Against the backdrop of police brutality at the vigil for Sarah Everard, Rights of Women is deeply concerned to read the proposals of the Government’s Crime and Justice Taskforce to deploy both uniformed and plain clothes officers being in pubs, bars and clubs, ostensibly to protect women from violence.
This move represents a further and highly unwelcome expansion of police presence into our everyday lives – despite a sorry history of violence against women at the hands of the police.
Hannah Couchman, Senior Legal Officer at Rights of Women, said:
“The vigil for Sarah Everard is the most recent example of the state’s role in violence against women and girls – it is unconscionable for the Government to suggest that the solution to the harassment and violence women face on a daily basis is to introduce more police. Black and minoritised women already experience intrusive over-policing, and it is all too well known that plain clothes can afford the police cover to abuse their powers. For many women, the police do not represent safety or reassurance – instead, oppression and brutality.
At Rights of Women, we regularly hear from women who have been let down and re-traumatised by their contact with the police and the wider criminal justice system. Rather than extending the power and presence of the police – as we are seeing here and under the Police, Crime, Sentencing and Courts Bill – the Government needs to devote resources to empowering survivors to access justice and safety, and to addressing the structural inequalities that lie at the heart of endemic violence against women and girls.
For decades, frontline organisations supporting women who have experienced violence have been subject to deeply damaging underfunding – particularly those services run by and for Black and minoritised communities. The call from the women’s sector is not for the gimmicks we have seen proposed by the taskforce, and it certainly isn’t for more police – the solutions are far more complex and they start with listening to the needs of survivors”.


• _YOUR GOAL_
Exactly reproduce the lines from the one containing "has width=1456, height=836." through the last line of the data, both ends included, leaving out pictures.

(Extracted data entries)

________________

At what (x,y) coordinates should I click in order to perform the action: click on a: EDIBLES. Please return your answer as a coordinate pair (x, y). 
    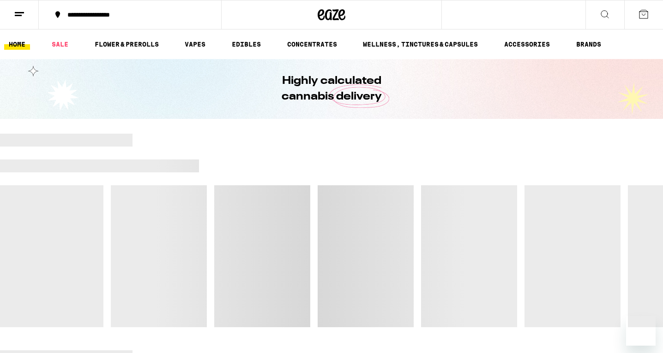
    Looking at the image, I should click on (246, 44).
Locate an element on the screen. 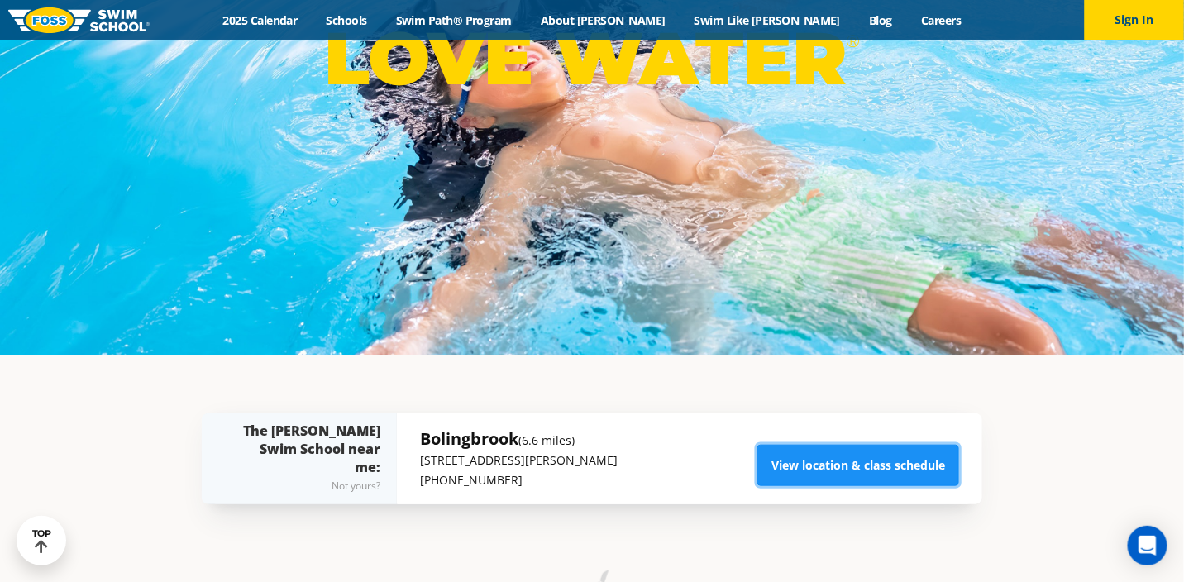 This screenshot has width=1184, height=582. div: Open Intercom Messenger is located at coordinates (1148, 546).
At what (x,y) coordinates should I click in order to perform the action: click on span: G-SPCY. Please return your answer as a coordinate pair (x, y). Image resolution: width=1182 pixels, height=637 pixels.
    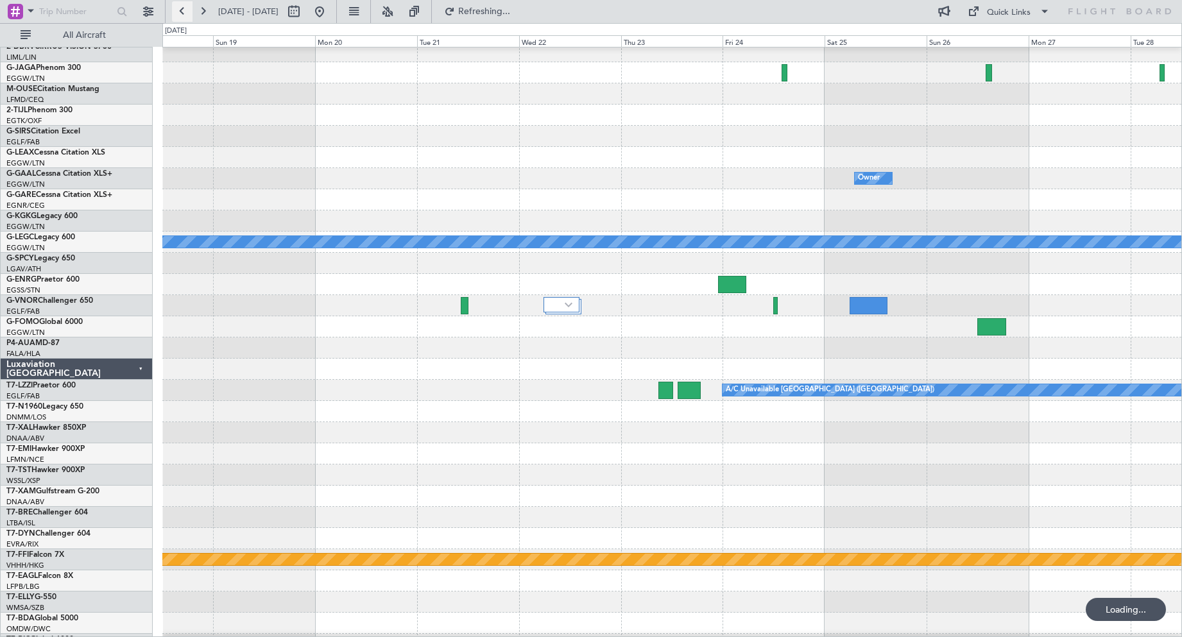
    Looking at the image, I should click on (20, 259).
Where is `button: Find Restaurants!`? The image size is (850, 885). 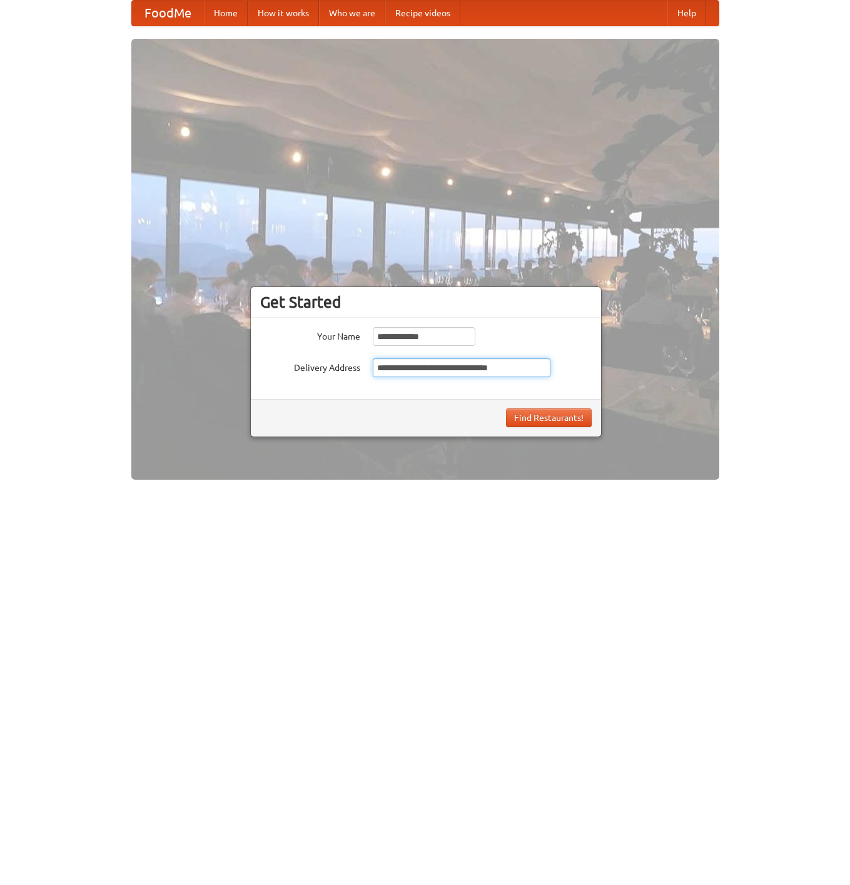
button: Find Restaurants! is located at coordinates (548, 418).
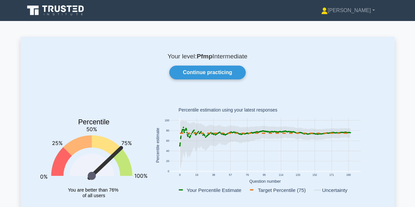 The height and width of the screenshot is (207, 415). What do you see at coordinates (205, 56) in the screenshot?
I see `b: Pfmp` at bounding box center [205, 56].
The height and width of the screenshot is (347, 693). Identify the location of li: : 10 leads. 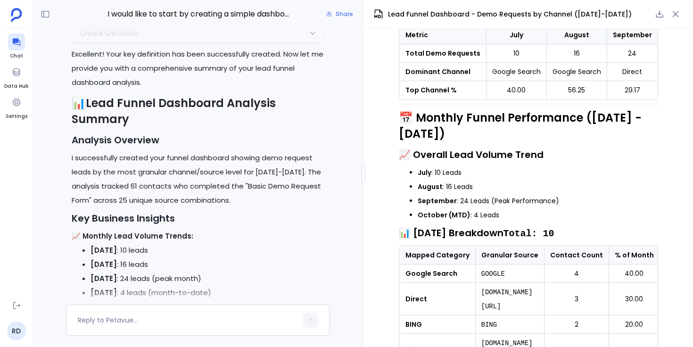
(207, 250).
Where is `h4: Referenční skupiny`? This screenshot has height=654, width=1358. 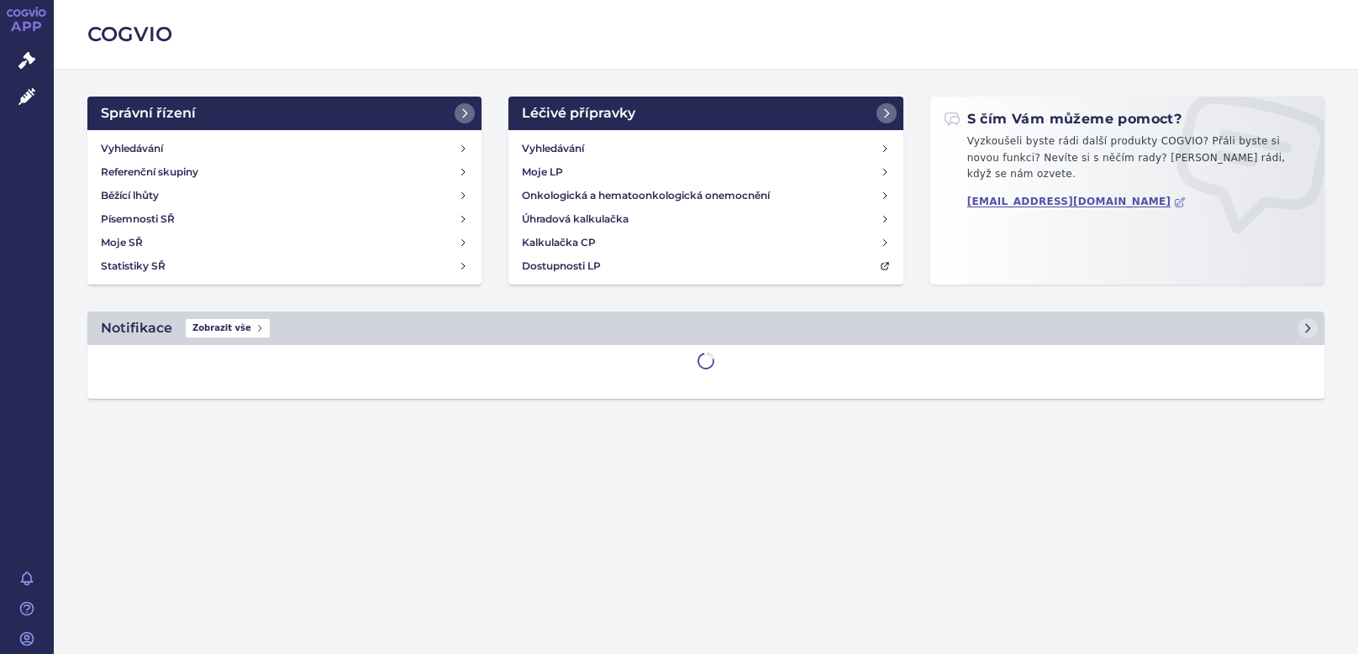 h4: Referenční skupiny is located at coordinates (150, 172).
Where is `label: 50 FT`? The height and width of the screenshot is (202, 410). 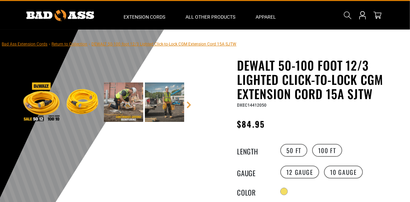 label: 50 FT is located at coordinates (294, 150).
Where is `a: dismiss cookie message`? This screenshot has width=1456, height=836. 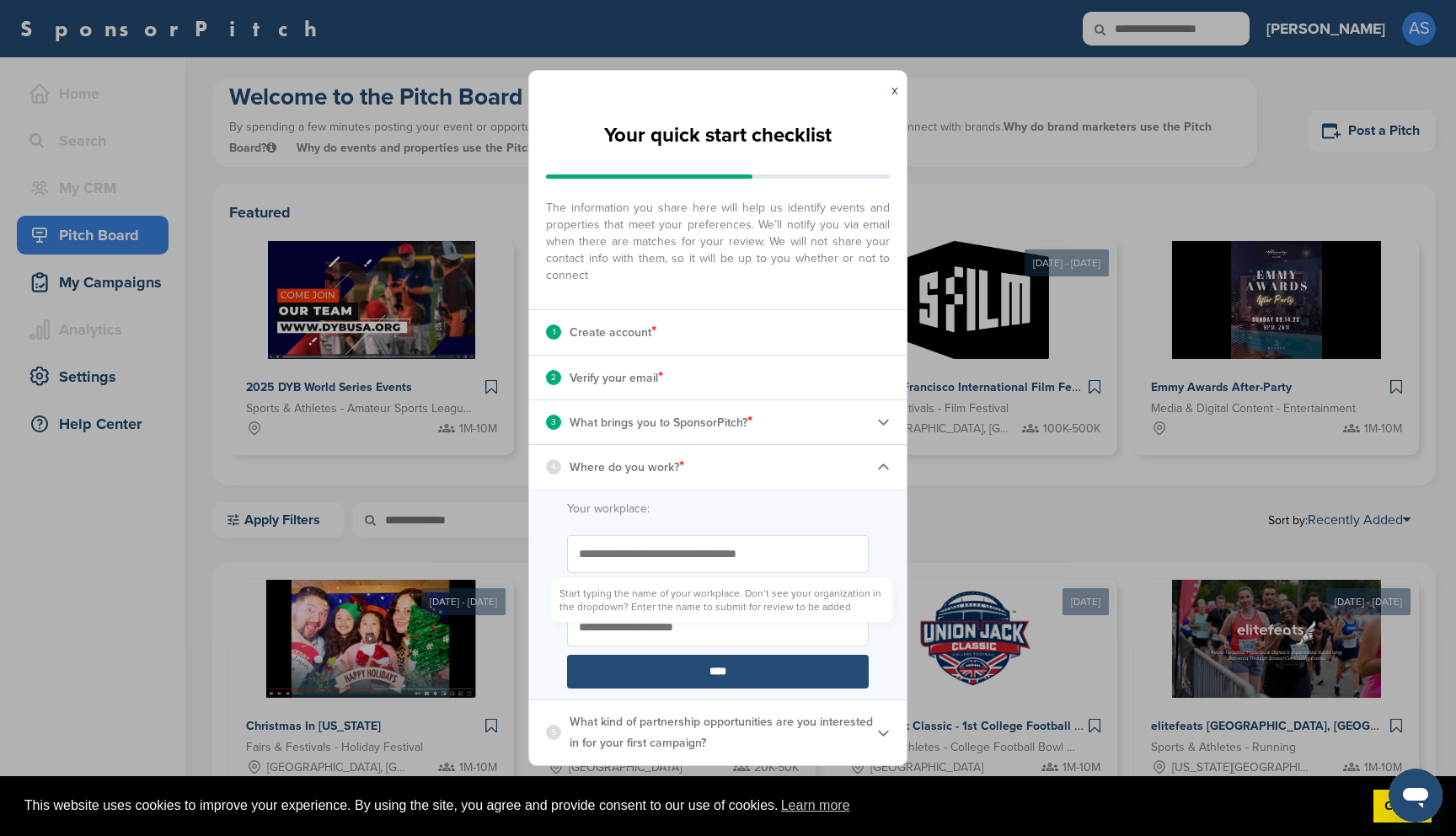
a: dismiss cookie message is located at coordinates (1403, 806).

________________

• _YOUR RESPONSE_
Where is `a: dismiss cookie message`? This screenshot has width=1456, height=836. 
a: dismiss cookie message is located at coordinates (1403, 806).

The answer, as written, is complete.